Tottenham's Survival Bid: From Control to Chaos
Tottenham’s survival bid veered from control to chaos, then clung to a single outstretched glove.
Mathys Tel looked like the hero of a nervy afternoon when he stepped inside, 20 yards out, and whipped a gorgeous curling strike beyond the Leeds goalkeeper shortly after half-time. It was the kind of finish that settles a stadium, the kind that hints at daylight between a club and the relegation places. For a few minutes, Tottenham could almost feel the gap to 18th-placed West Ham stretching to four points.
Then Tel tried to finish the game in his own penalty area.
With Spurs under pressure, the young Frenchman launched into an ill-judged, acrobatic bicycle kick attempt in front of his own goal. He caught Ethan Ampadu instead of the ball. VAR took a long look, but there was only one outcome. Penalty.
Dominic Calvert-Lewin, ice-cold from the spot, drilled Leeds level and ripped away Tottenham’s sense of control. From a position of relative comfort, Spurs suddenly looked brittle, anxious, and painfully aware of the table.

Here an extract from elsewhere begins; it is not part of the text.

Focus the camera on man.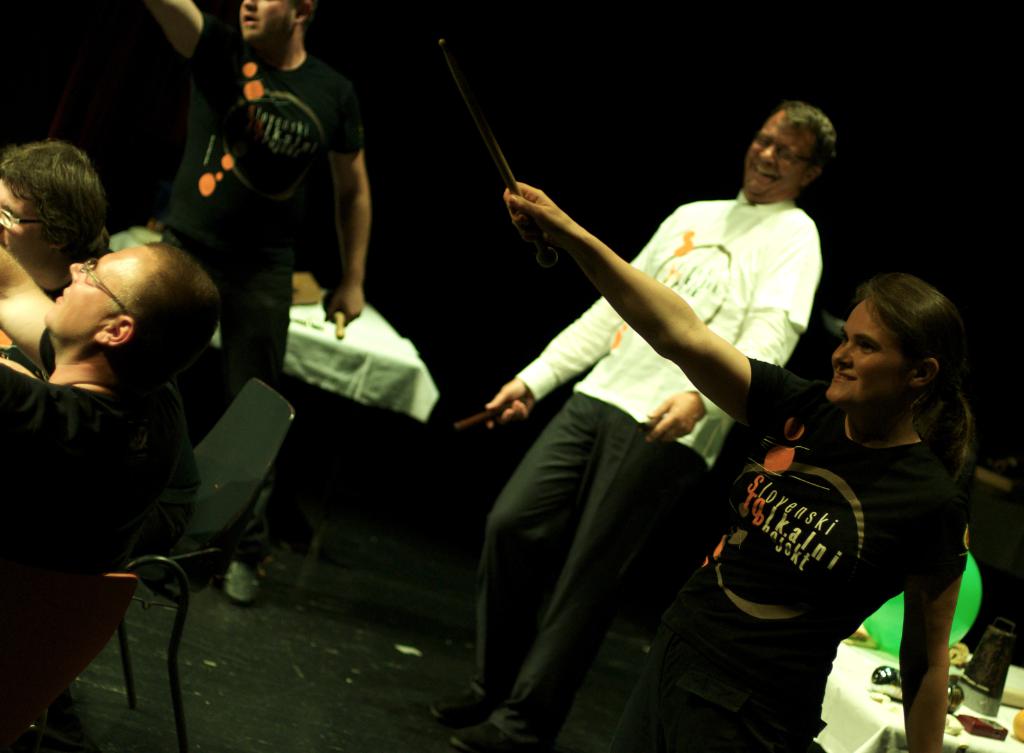
Focus region: {"left": 465, "top": 76, "right": 899, "bottom": 739}.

The mood inside the ground turned edgy. Every misplaced pass drew a groan. Every Leeds attack felt heavier than the last. Tottenham, who had the game in their hands, now needed their goalkeeper to stop it from slipping through their fingers entirely.
Antonin Kinsky delivered.
As Leeds surged late on, sensing that Spurs were there to be taken, Kinsky produced a stunning save that kept the score at 1-1 and, with it, kept Tottenham’s season from tipping into outright disaster. It was the kind of intervention that doesn’t just earn a point; it buys time. Time to fix things. Time to breathe.
On the touchline, Roberto De Zerbi simmered. Not just with his team’s lapse, but with the officiating on a day when every decision felt loaded.
His main irritation came late on, when James Maddison went down in the box and appeals for a penalty were waved away, even after a VAR check. De Zerbi, speaking to BBC Match of the Day, referenced the controversial VAR call in West Ham’s defeat to Arsenal and questioned the composure of the officials, suggesting the referee “was not calm” and might have “felt the pressure of yesterday.” He refused to be drawn fully into a row, insisting he did not want “to come inside a polemic,” but the message was clear: in a relegation fight this tight, those calls sting.
Yet De Zerbi did not hide behind the whistle. He pointed to the broader picture: performance and points. Eight from the last four games. A team that, in his view, played well again but failed to close the door.
He also tipped his hat to Leeds, praising their display and backing them to approach their final-day trip to West Ham with the same intensity. That fixture now looms large for both clubs, a shadow match that could shape Tottenham’s fate as much as their own remaining fixtures.
For Spurs, the table tells a brutal story. Two points above the drop. Two games to go. No margin for another self-inflicted wound.
Next comes a daunting trip to Chelsea on May 19, a fixture that would be intimidating in any season, let alone one where a bad week could drag a club of Tottenham’s stature into the bottom three. Drop points there, and depending on other results, the unthinkable edges closer: a fall into the Championship.
There is at least one bright shard of hope. Maddison, making his first appearance since a major pre-season knee injury, looked sharp and inventive, a player who can change the rhythm of a game and drag a team up the pitch. His fitness offers De Zerbi a genuine weapon for the run-in.
The problem lies behind him. Tel’s rush of blood in his own box was not just an isolated error; it underlined a defensive naivety that has haunted Tottenham all season. Concentration wavers, decisions fray under pressure, and one moment of recklessness can undo an hour of control.
Spurs are not playing like a side already beaten. The numbers De Zerbi cites back that up. But the table does not care about aesthetics, only about points, and this was a chance missed on a weekend when West Ham’s controversial defeat to Arsenal had opened a door.
Tottenham have stepped through nothing yet. Two games remain. One misjudged kick has already changed the tone of their run-in. The question now is whether this team can finally show the discipline to match its talent, or whether that late Kinsky save will be remembered as a brief pause before the fall.